In the end, Michalski’s philosophical work remains unfinished, the beginnings of questions, saturated with a deep sense of their necessity, expressed in an idiom that is deeply personal. To read such a book one must read it as one would read an initial gesture meant to open the way for reflection; critique is a necessary tool for such a reading, but unfinished works such as this also require a combination of imagination and generosity difficult to muster in today’s academic world.

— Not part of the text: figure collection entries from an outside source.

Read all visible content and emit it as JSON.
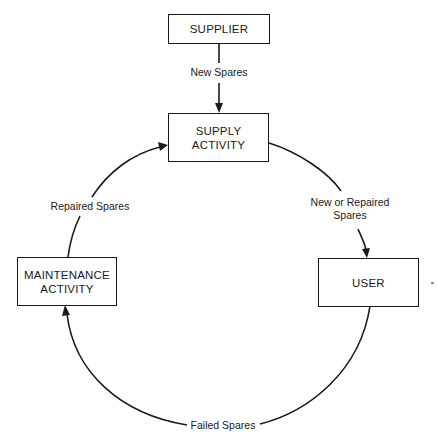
{
  "diagram": {
    "type": "flow-cycle",
    "nodes": {
      "supplier": {
        "id": "supplier",
        "lines": [
          "SUPPLIER"
        ]
      },
      "supply_activity": {
        "id": "supply_activity",
        "lines": [
          "SUPPLY",
          "ACTIVITY"
        ]
      },
      "user": {
        "id": "user",
        "lines": [
          "USER"
        ]
      },
      "maintenance_activity": {
        "id": "maintenance_activity",
        "lines": [
          "MAINTENANCE",
          "ACTIVITY"
        ]
      }
    },
    "edges": {
      "new_spares": {
        "from": "supplier",
        "to": "supply_activity",
        "lines": [
          "New Spares"
        ]
      },
      "new_or_repaired_spares": {
        "from": "supply_activity",
        "to": "user",
        "lines": [
          "New or Repaired",
          "Spares"
        ]
      },
      "failed_spares": {
        "from": "user",
        "to": "maintenance_activity",
        "lines": [
          "Failed Spares"
        ]
      },
      "repaired_spares": {
        "from": "maintenance_activity",
        "to": "supply_activity",
        "lines": [
          "Repaired Spares"
        ]
      }
    },
    "colors": {
      "stroke": "#1a1a1a",
      "background": "#ffffff"
    }
  }
}
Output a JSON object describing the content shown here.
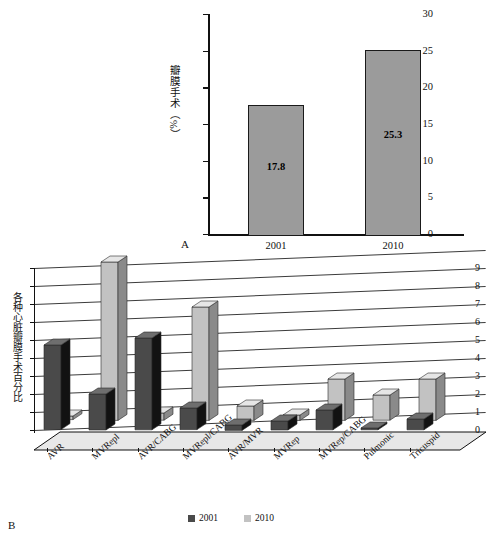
{
  "panelA": {
    "letter": "A",
    "ylabel": "瓣膜手术（%）",
    "yticks": [
      "0",
      "5",
      "10",
      "15",
      "20",
      "25",
      "30"
    ],
    "ylim": [
      0,
      30
    ],
    "categories": [
      "2001",
      "2010"
    ],
    "values": [
      17.8,
      25.3
    ],
    "value_labels": [
      "17.8",
      "25.3"
    ],
    "bar_fill": "#9b9b9b",
    "bar_stroke": "#1a1a1a"
  },
  "panelB": {
    "letter": "B",
    "ylabel": "各种心脏瓣膜手术百分比",
    "yticks": [
      "0",
      "1",
      "2",
      "3",
      "4",
      "5",
      "6",
      "7",
      "8",
      "9"
    ],
    "ylim": [
      0,
      9
    ],
    "categories": [
      "AVR",
      "MVRepl",
      "AVR/CABG",
      "MVRepl/CABG",
      "AVR/MVR",
      "MVRep",
      "MVRep/CABG",
      "Pulmonic",
      "Tricuspid"
    ],
    "legend": [
      {
        "label": "2001",
        "color": "#4a4a4a"
      },
      {
        "label": "2010",
        "color": "#c2c2c2"
      }
    ]
  },
  "chart_data": [
    {
      "type": "bar",
      "panel": "A",
      "title": "",
      "xlabel": "",
      "ylabel": "瓣膜手术（%）",
      "categories": [
        "2001",
        "2010"
      ],
      "values": [
        17.8,
        25.3
      ],
      "data_labels": [
        "17.8",
        "25.3"
      ],
      "ylim": [
        0,
        30
      ],
      "yticks": [
        0,
        5,
        10,
        15,
        20,
        25,
        30
      ],
      "grid": false,
      "legend": "none"
    },
    {
      "type": "bar",
      "panel": "B",
      "title": "",
      "xlabel": "",
      "ylabel": "各种心脏瓣膜手术百分比",
      "categories": [
        "AVR",
        "MVRepl",
        "AVR/CABG",
        "MVRepl/CABG",
        "AVR/MVR",
        "MVRep",
        "MVRep/CABG",
        "Pulmonic",
        "Tricuspid"
      ],
      "series": [
        {
          "name": "2001",
          "color": "#4a4a4a",
          "values": [
            4.7,
            2.0,
            5.1,
            1.2,
            0.3,
            0.5,
            1.1,
            0.1,
            0.6
          ]
        },
        {
          "name": "2010",
          "color": "#c2c2c2",
          "values": [
            0.2,
            8.8,
            0.4,
            6.3,
            0.8,
            0.3,
            2.3,
            1.4,
            2.3
          ]
        }
      ],
      "ylim": [
        0,
        9
      ],
      "yticks": [
        0,
        1,
        2,
        3,
        4,
        5,
        6,
        7,
        8,
        9
      ],
      "grid": true,
      "legend": "bottom",
      "projection": "3d"
    }
  ]
}
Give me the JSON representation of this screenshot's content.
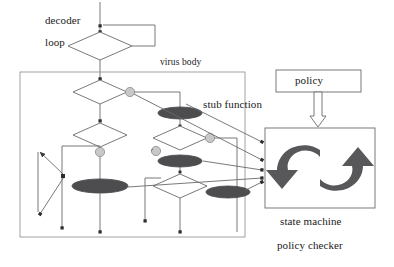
{
  "diagram": {
    "type": "flowchart",
    "labels": {
      "decoder": "decoder",
      "loop": "loop",
      "virus_body": "virus body",
      "stub_function": "stub function",
      "policy": "policy",
      "state_machine": "state machine",
      "policy_checker": "policy checker"
    },
    "colors": {
      "line": "#58585a",
      "stroke_dark": "#2b2b2b",
      "ellipse_fill": "#4d4d4f",
      "circle_fill": "#bfbfbf",
      "box_fill": "#ffffff",
      "arrow_icon": "#58585a",
      "text": "#1a1a1a"
    },
    "nodes": {
      "decoder_loop_diamond": {
        "cx": 100,
        "cy": 46,
        "rx": 32,
        "ry": 14
      },
      "virus_body_box": {
        "x": 20,
        "y": 72,
        "w": 225,
        "h": 165
      },
      "policy_box": {
        "x": 276,
        "y": 70,
        "w": 85,
        "h": 22
      },
      "state_machine_box": {
        "x": 265,
        "y": 128,
        "w": 110,
        "h": 80
      },
      "diamonds": [
        {
          "id": "d1",
          "cx": 100,
          "cy": 92,
          "rx": 27,
          "ry": 12
        },
        {
          "id": "d2",
          "cx": 100,
          "cy": 135,
          "rx": 27,
          "ry": 12
        },
        {
          "id": "d3",
          "cx": 180,
          "cy": 132,
          "rx": 27,
          "ry": 12
        },
        {
          "id": "d4",
          "cx": 177,
          "cy": 190,
          "rx": 27,
          "ry": 12
        },
        {
          "id": "d5",
          "cx": 40,
          "cy": 195,
          "rx": 22,
          "ry": 11
        }
      ],
      "stub_ellipses": [
        {
          "id": "e1",
          "cx": 180,
          "cy": 113,
          "rx": 22,
          "ry": 6
        },
        {
          "id": "e2",
          "cx": 180,
          "cy": 157,
          "rx": 22,
          "ry": 6
        },
        {
          "id": "e3",
          "cx": 100,
          "cy": 186,
          "rx": 26,
          "ry": 7
        },
        {
          "id": "e4",
          "cx": 228,
          "cy": 192,
          "rx": 22,
          "ry": 6
        }
      ],
      "junction_circles": [
        {
          "id": "c1",
          "cx": 127,
          "cy": 92,
          "r": 5
        },
        {
          "id": "c2",
          "cx": 100,
          "cy": 152,
          "r": 5
        },
        {
          "id": "c3",
          "cx": 152,
          "cy": 146,
          "r": 5
        },
        {
          "id": "c4",
          "cx": 207,
          "cy": 147,
          "r": 5
        }
      ]
    },
    "edges_into_checker": 4
  }
}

This is however in no way a weakness of Michalski’s The Flame of Eternity. After all, why only read an author who has finished something? Would that not be among the most stupid of criteria? Are not the questions more interesting when the opposite is the case, when, like Zarathustra in his cave sitting amongst a pile of half-written tablets, the philosopher leaves us a work that cannot hide its limitations, and that accordingly forces us to question anew?
And does not questioning remain the true vocation of the philosopher?
James Dodd is Associate Professor of Philosophy at the New School for Social Research and a former visiting fellow at the IWM.
Jennifer Ratner-Rosenhagen, American Nietzsche (Chicago: University of Chicago Press, 2011), p. 34.
Nietzsche, Will to Power, p. 13; quoted in Flame, p. 5. Cf. Nietzsche, Notebooks, p. 219.
Nietzsche, Zarathustra, 134; cf. 164-167.
See Nietzsche, On the Genealogy of Morality, III, section 11.
Nietzsche, Zarathustra, p. 135.
Nietzsche, Zarathustra, p. 135.
Nietzsche, Zarathustra, 136; cf. Flame, 178.
Nietzsche, Zarathustra, p. 136.
Nietzsche, Zarathustra, p. 187.
Nietzsche, Zarathustra, p. 136.
Nietzsche, Zarathustra, p. 137.
Nietzsche, Zarathustra, p. 159.
Heidegger, Nietzsche, Vol. 2, p. 57.
Patočka, “On Masaryk’s Philosophy of Religion,” p. 122.
Patočka, “On Masaryk’s Philosophy of Religion,” p. 123.
Patočka, “On Masaryk’s Philosophy of Religion,” p. 99.
Patočka, “On Masaryk’s Philosophy of Religion,” pp. 126-127.
Dostoyevsky, The Brothers Karamazov, p. 242.
Dostoyevsky, The Brothers Karamazov, 244.
Dostoevsky, “The Dream,” p. 943.
Patočka, “On Masaryk’s Philosophy of Religion,” p. 106.
Patočka, “On Masaryk’s Philosophy of Religion,” p. 108.
Patočka, “On Masaryk’s Philosophy of Religion,” p. 131.